DECC gives high guaranteed prices for large scale renewables. But the total amount of money available is unchanged.

Energy announcement piled upon announcement today. Alongside the expected news that zero (that’s a nought with a large number of noughts after it) households had completed the process of getting a Green Deal loan, DECC announced financial support for nuclear funding and, once again, denied this support was a 'subsidy'. More interestingly, it also unexpectedly gave us the proposed new guaranteed prices for electricity delivered from large scale renewables. The biggest surprise, not yet noticed by commentators, was that these prices are higher, in some cases substantially so, than current ROC or Feed In Tariff rates. Without flagging it too obviously, DECC has won more short-term support for renewables. Is this good news for the industry? Yes and no. The scramble to build new PV and wind farms to capture the early years of the new rates will bring rapid expansion from April 2014 onwards. But this surge in investment will mean that the available funds will be rapidly exhausted and we’ll see another collapse in renewable investment sometime in 2015. Cynics will notice that the next General Election will occur in May 2015. The Coalition parties will be able to trumpet the burgeoning wind and other renewable industries only for the money to dry up when the new government is installed.

The table below lists my estimate of the revenues to be gained under the Feed In Tariff or ROCs for the main renewable technologies. The FIT rates are for this year, the ROC calculations (for which we already know the banding decisions) are for 2014/15. I've also estimate the revenue from the sale of the power. The last row shows the new guaranteed rates for 2014/15. (These rates are called Contracts for Difference, or CfDs)

Offshore

Onshore

PV

Hydro

AD

FIT 2013/14

-

£86

£113

£77

£137

(Size band for FIT)

(1.5-5MW)

(5mw+)

(2-5MW)

(500kw+)

 
ROC 2014/15

£135

£85

£108

£77

£135

CfD 2014/15

£155

£100

£125

£95

£145

 

(Key assumptions. A ROC is worth £45. The typical power purchase agreement for an intermittent renewable is also (by coincidence) worth £45 per MWh.  Please send me corrections if you think these assumptions are wrong. AD is anaerobic digestion)

Payments made under CfDs will therefore be as much as 15% higher than under the ROC scheme. In the case of large PV projects this means that the owner will get a guaranteed £125 per megawatt hour, linked to the CPI for 15 years. The ROC scheme provides returns for longer (20 years) but the price fluctuates and isn't necessarily inflated by consumer price increases. If I’ve done the numbers correctly, the generous people at the Treasury have just made PV developers even keener to get their projects on the ground in Cornwall.

Strikingly, it’s not just 2014/15 prices that are better but the greater support persists into future years. For example, a PV farm installed in 2014/15 gets £125/MWh falling to £115 pounds in 2016/17. But the revenue from ROCs and power sales would be cut to £99 by that time. More importantly, offshore gets better protection as well with the proposed new rates. The income will be £20 better per MWh in 2014/15 but £24 greater than ROCs in 2016/17.

The problem is that the subsidiy cap is still going to be £7bn in 2020. So the increased rates proposed today will more quickly exhaust the available funds (meaning the door will be shut to new projects sooner) and the total amount of capacity installed will be slightly smaller (because payments per megawatt hour are greater).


## Requirement
If a record below holds a picture, leave the picture out and copy the rest exactly.

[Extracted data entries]
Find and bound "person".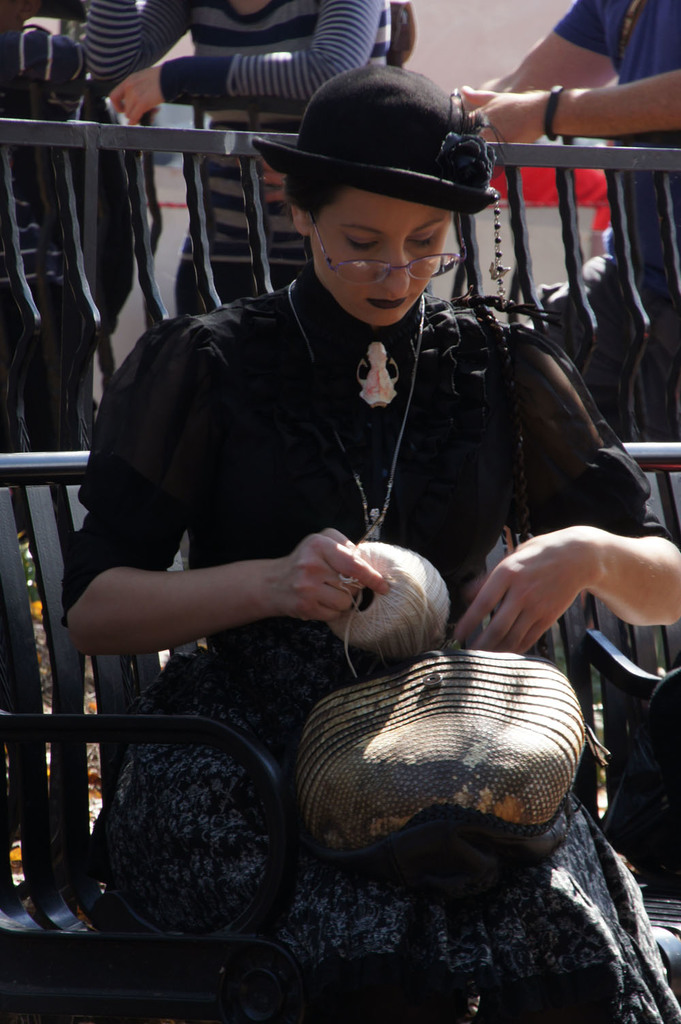
Bound: 462,0,680,456.
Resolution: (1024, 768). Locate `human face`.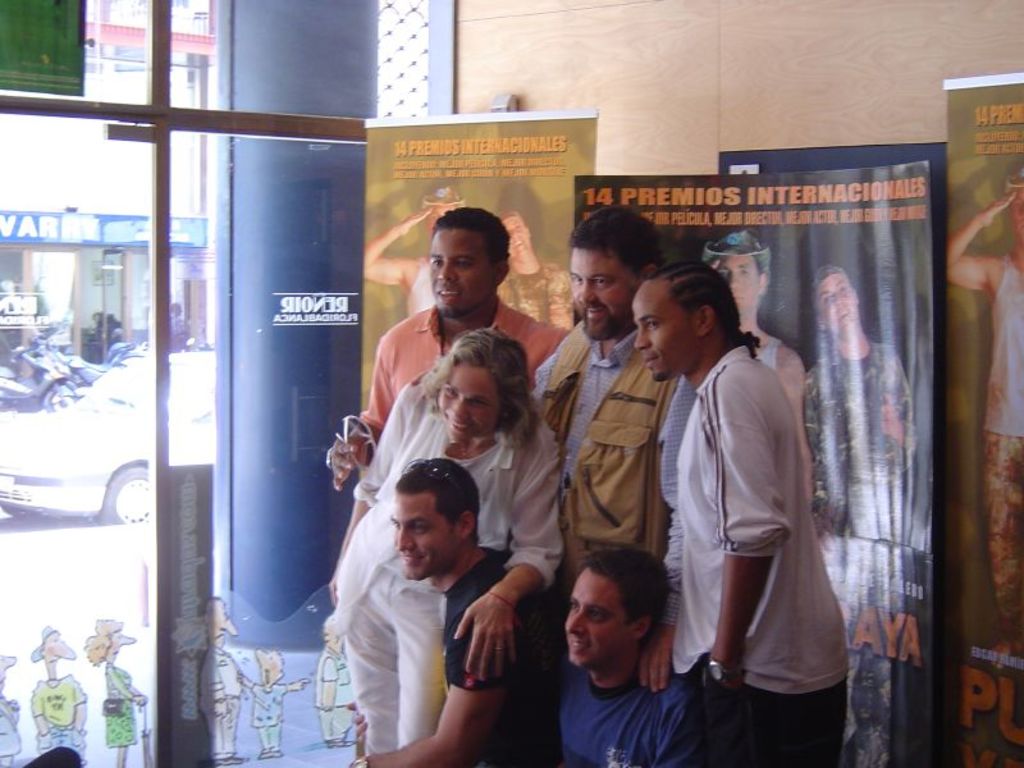
631/285/687/383.
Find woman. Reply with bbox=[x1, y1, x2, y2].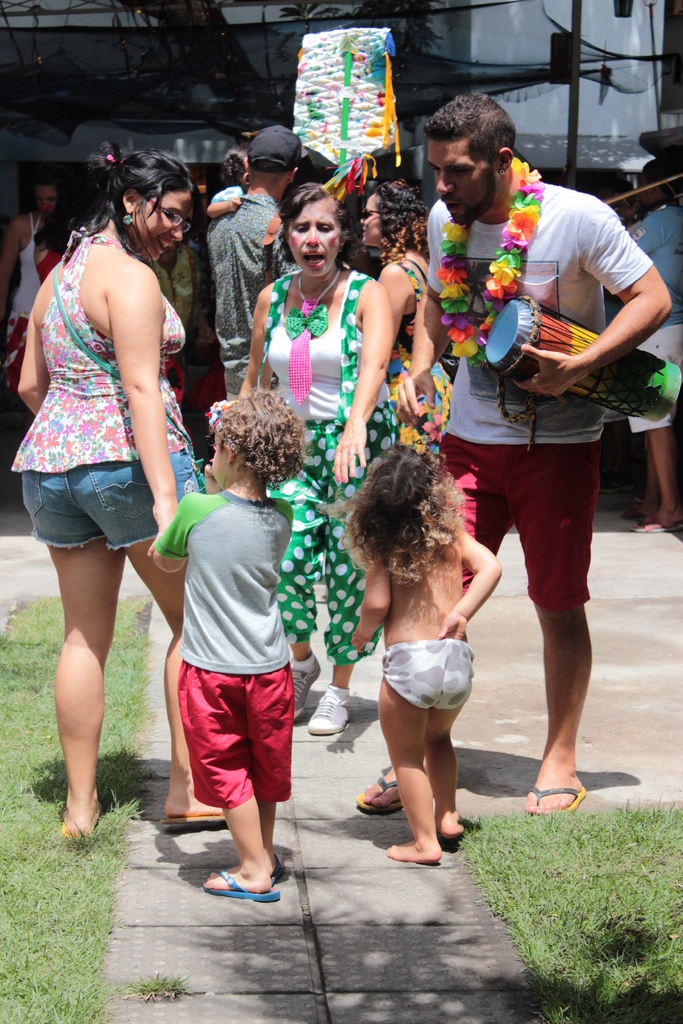
bbox=[227, 178, 388, 732].
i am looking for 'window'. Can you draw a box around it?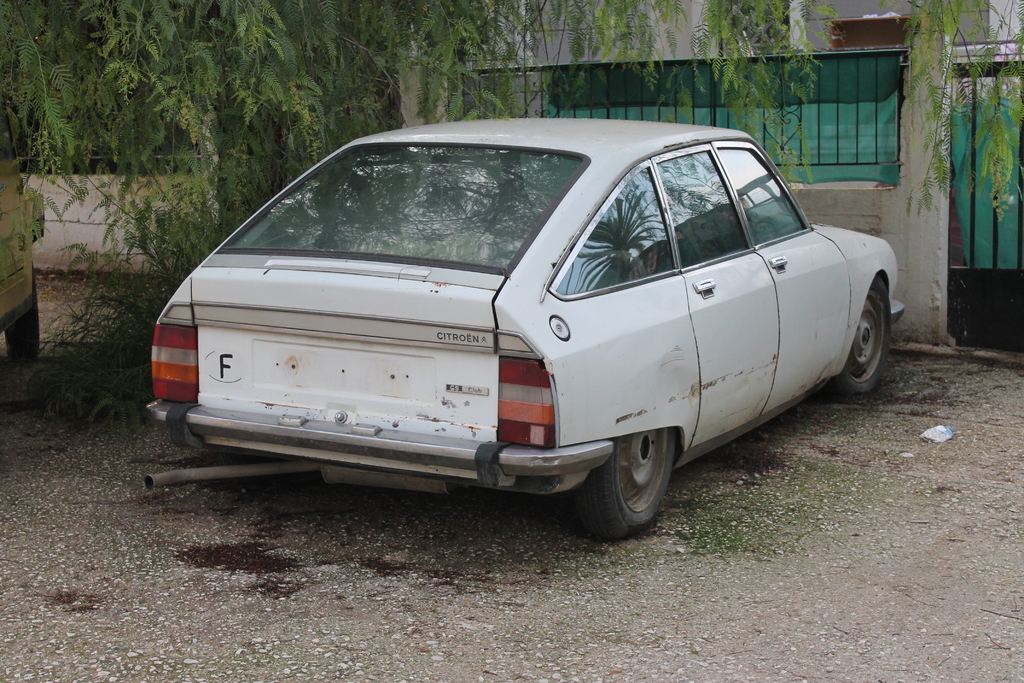
Sure, the bounding box is (553, 155, 677, 291).
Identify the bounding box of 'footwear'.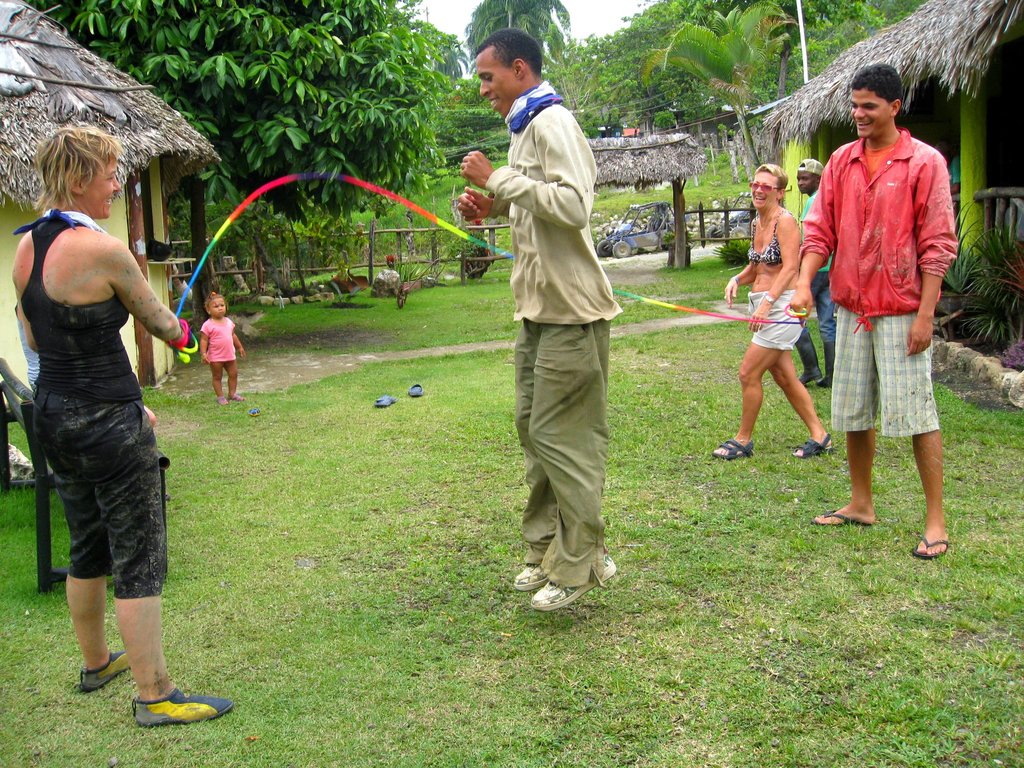
530 556 614 615.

## Answer below
Find and bound "person".
Bound: 462,0,680,456.
Resolution: (1024, 768). Locate `human face`.
631/285/687/383.
Find woman. Reply with bbox=[x1, y1, x2, y2].
bbox=[227, 178, 388, 732].
i am looking for 'window'. Can you draw a box around it?
Sure, the bounding box is (553, 155, 677, 291).
Identify the bounding box of 'footwear'.
530 556 614 615.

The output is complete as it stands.